Presenter: Ed Keating, VP, Content Division, SIIA
Survey of SIIA members
Social networking - only 20 percent don't have plans for it
Facebook ekes out LinkedIn for networking, most use "other" plaforms
Social networking: 81 percent doing to reach new audiences, 41 percent realizing that now
Open issues: Relevance, Control, Copyright/Privacy, Internal Issues, Strategy, Choosing a Platform, Technology Issues, ROI
User-Generated Content: Objectives - 93 percent expect to increase engagement and loyalty
UGC Challenges: Collection/Moderation/Review, Participation
Blogging: 65 percent see blogs having a mixed effect, 75 percent see impact as very critical or somewhat critical - "makes my I.T. staff and corporate staff very nervous"
I'll come back and review this later, Ed went through things very quickly, my first take is that the data reflects our own experiences in our research and consulting practice and in our own professional lives.
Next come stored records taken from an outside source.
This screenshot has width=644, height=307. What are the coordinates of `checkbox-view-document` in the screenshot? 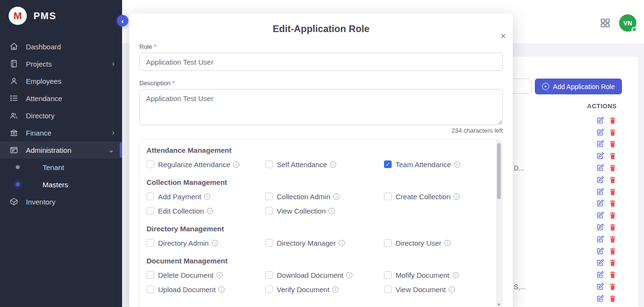 It's located at (388, 289). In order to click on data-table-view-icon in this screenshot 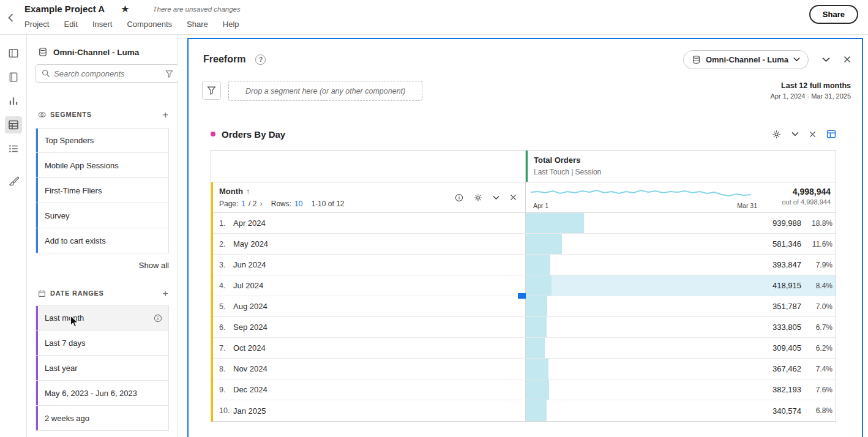, I will do `click(831, 134)`.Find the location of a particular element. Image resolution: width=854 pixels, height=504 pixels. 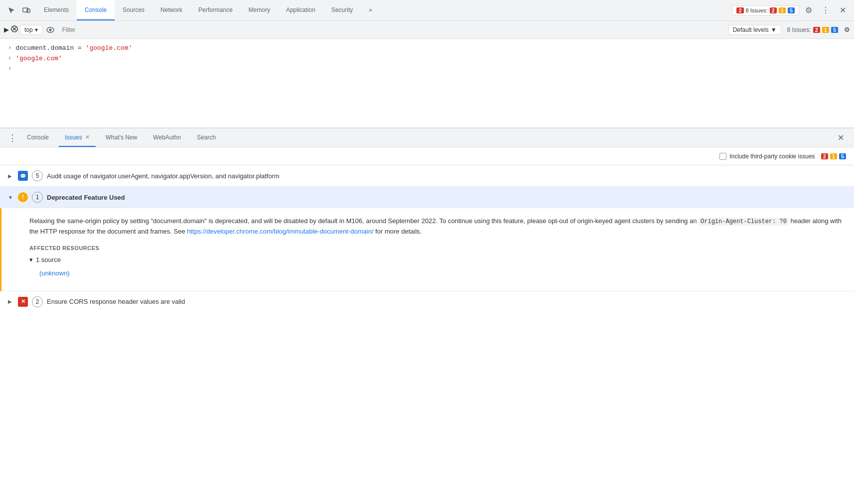

issue-row-audit: ▶ 💬 5 Audit usage of navigator.userAgent… is located at coordinates (427, 176).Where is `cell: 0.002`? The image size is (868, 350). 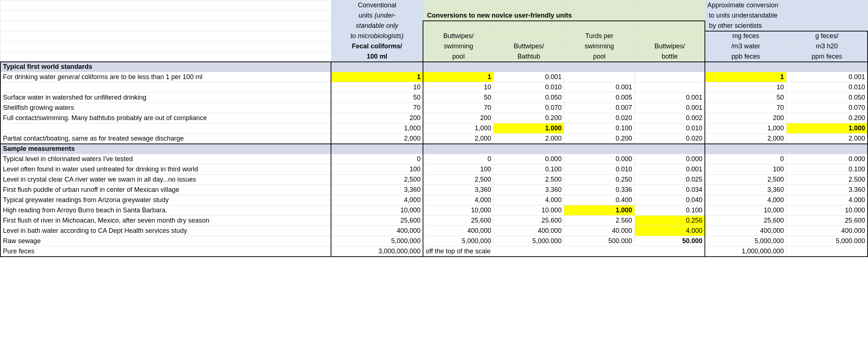 cell: 0.002 is located at coordinates (670, 118).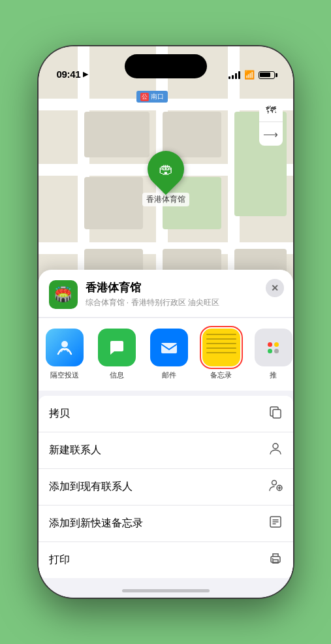 This screenshot has height=644, width=331. What do you see at coordinates (271, 122) in the screenshot?
I see `map-controls: 🗺 ⟶` at bounding box center [271, 122].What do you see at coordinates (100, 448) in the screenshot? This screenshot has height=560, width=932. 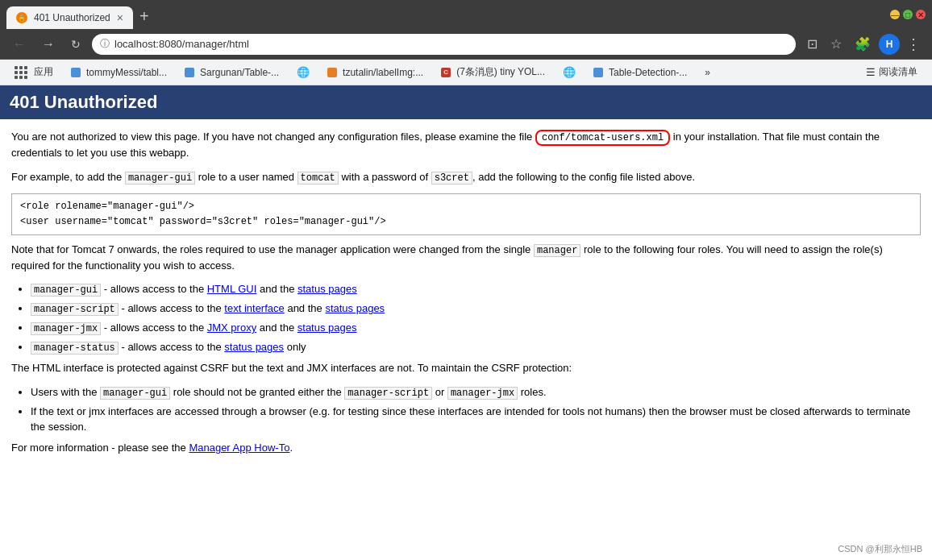 I see `more-info-before: For more information - please see the` at bounding box center [100, 448].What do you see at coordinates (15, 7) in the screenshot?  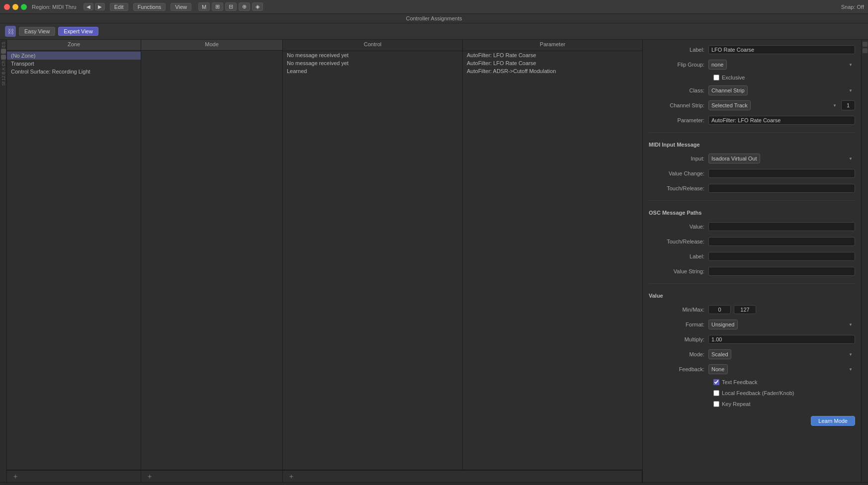 I see `minimize-button` at bounding box center [15, 7].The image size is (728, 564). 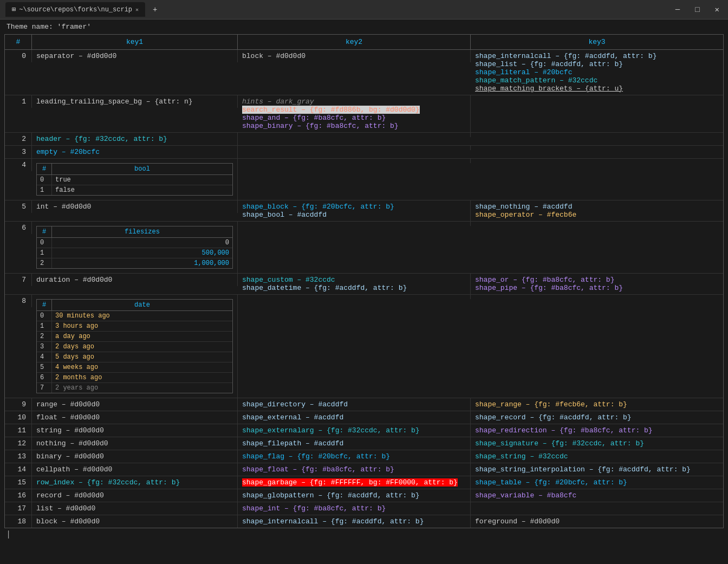 What do you see at coordinates (698, 10) in the screenshot?
I see `window-controls: ─ □ ✕` at bounding box center [698, 10].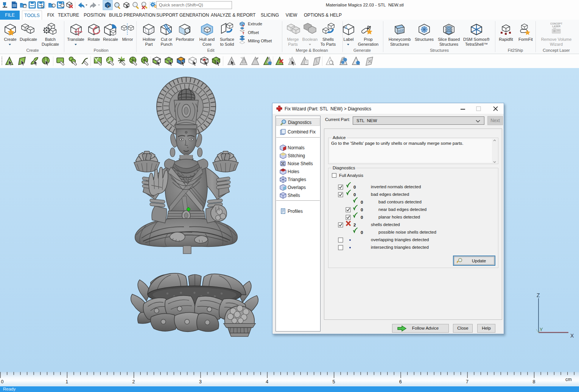  What do you see at coordinates (400, 240) in the screenshot?
I see `svg-text: overlapping triangles detected` at bounding box center [400, 240]. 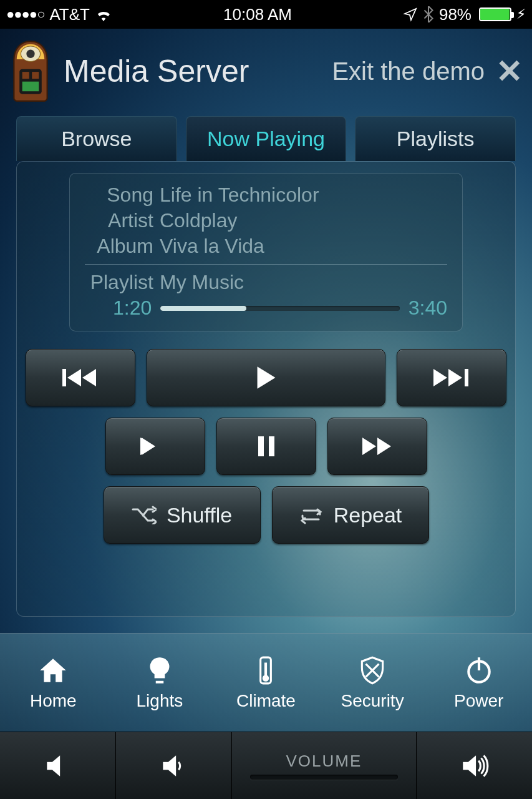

Publishers are beginning to try to embrace social media with much of the same confusion, fear and skills gap that existed ten years ago when the Web first became a strong emerging factor for mainstream publishers. The difficult thing for publishers to accept is that social media takes them much further from their core editorial, marketing and technology strengths than ever before. They will continue to be relevant but with many of the gains moving towards those who were most aggressive in deploying social media technologies that enable content to reside wherever audiences want it there may be unfolding another chapter of disintermediation for publishers. Having been "Googled" for a decade they now must face being "Facebooked." But the good news is that quality content always rises to the top in time, so although publishers will be strongly challenged to keep up with social media trends they'll be an important part of its success for a long time.